The subject this time? Childhood obesity.
Yesterday Leona Aglukkaq, Canada's Minister of Health, launched a national "Summit on Healthy Weights" geared to discuss childhood obesity.
Her opening statement includes these remarks,
"We're here because this public health challenge requires our collective commitment and action."So what's my problem? Those sure sound like important things, a call to action and a cross sectional representation of experts to help guide said action sound necessary.
"Today's Summit on Healthy Weights is another milestone that will move us forward in creating lasting change for children and their families. It represents a "first" in bringing together such a broad cross section of partners to address this issue."
Sure, except that we've said and done those things before, just 5 short years ago, and at taxpayers' expense.
Back in 2006 the House's Standing Committee on Health, over the course of eight months, heard hours and hours worth of testimony (including mine) which in turned helped to shape their March 2007 report Healthy Weights Healthy Kids.
How much expert testimony and consideration? By my count, over eight months the Committee heard 111 different experts representing 65 different public and private institutions which they then summarized in a formal 60 page report with 42 explicit recommendations.
Does anyone think that the science has change dramatically over the course of the past 5 years? Was 111 different experts too few? Why are we duplicating a 5 year old effort, and why are we paying for that effort's duplication?
At this point we desperately, desperately need action and sure maybe we need a Summit once we've gone ahead and implemented those first 42 recommendations (because there's no doubt, we're still going to be in a world of hurt even once/if we implement them all), but until then, do we really need to still be discussing where to start?
In terms of recommendations from Healthy Weights Healthy Kids, they were split over 13 subheadings and included:
- More research into childhood obesity
- More funding for advertising campaigns designed to educate about childhood obesity
- A call to implement the findings of the trans-fat task force
- Research on the special needs of first nations Canadians in the battle on obesity
- Improvement of nutrition labeling
- Better data collection for research
- The sharing of data with health professionals
- The identification of what will become the "lead agency" on childhood obesity in Canada
- The finding of means to reduce the costs of "nutritious" foods to the more remote parts of Canada
- The tracking of children's' involvements in sports
- Improvement of school health and fitness curricula
- New funding for improved infrastructure in schools for healthy fitness and food choices
- The evaluation of the efficacy of the ban against advertising to children in Quebec.
Of which to the best of my knowledge Health Canada has implemented a grand total of none.
So for those keeping score, it's breathtakingly hypocritical to talk of a need for a commitment to action when to date your office has been dedicated to explicit and deliberate inaction, and it's an outright lie to suggest that this summit is a first at bringing a broad spectrum of experts together to discuss childhood obesity.
Ultimately this is just more of the same from Aglukkaq and Health Canada - politicized inaction, hypocrisy and lies.
Anyone out there willing to wager that if recommendations actually come from the Summit, that they're not either rejected out of hand or simply brushed under the rug of time, cause I'm guessing that just like everything else that's come across her desk that might actually benefit the health of Canadians, Leona Aglukkaq's going to find some way to either avoid or ignore them.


◆ **Problem description**
Exactly the lines below from the one with "Image resolution: width=874" up to and including the one with "Find the location" make up the answer, with nothing else added.

◆ **Excerpted data**

# # # # # # #

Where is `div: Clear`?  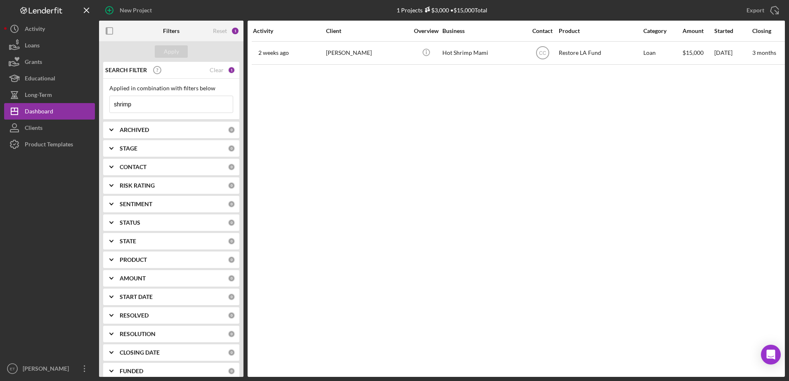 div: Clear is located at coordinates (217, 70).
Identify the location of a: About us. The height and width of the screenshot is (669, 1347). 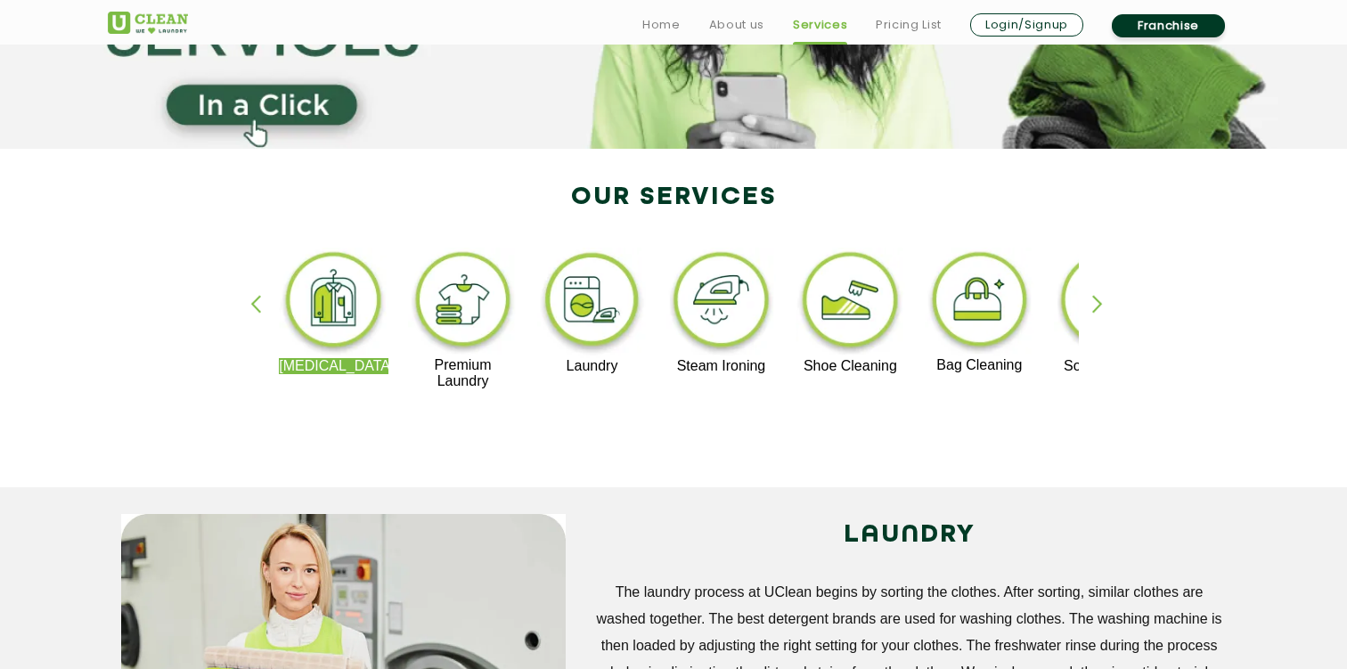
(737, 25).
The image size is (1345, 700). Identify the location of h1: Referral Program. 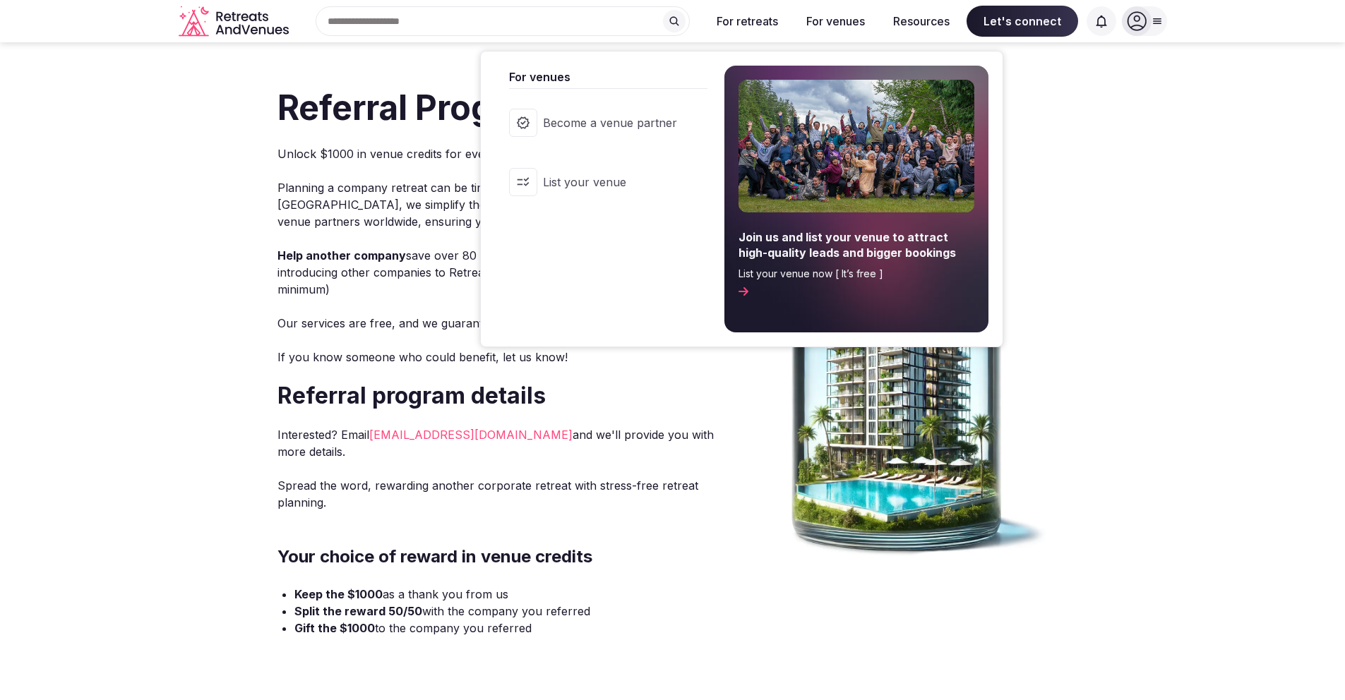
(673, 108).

# # # # # # #

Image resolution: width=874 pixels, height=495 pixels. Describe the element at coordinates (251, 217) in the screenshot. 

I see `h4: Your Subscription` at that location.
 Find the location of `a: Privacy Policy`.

# # # # # # #

◆ **Solution for this task**
Image resolution: width=874 pixels, height=495 pixels. Describe the element at coordinates (251, 217) in the screenshot. 

I see `h4: Your Subscription` at that location.
 Find the location of `a: Privacy Policy`.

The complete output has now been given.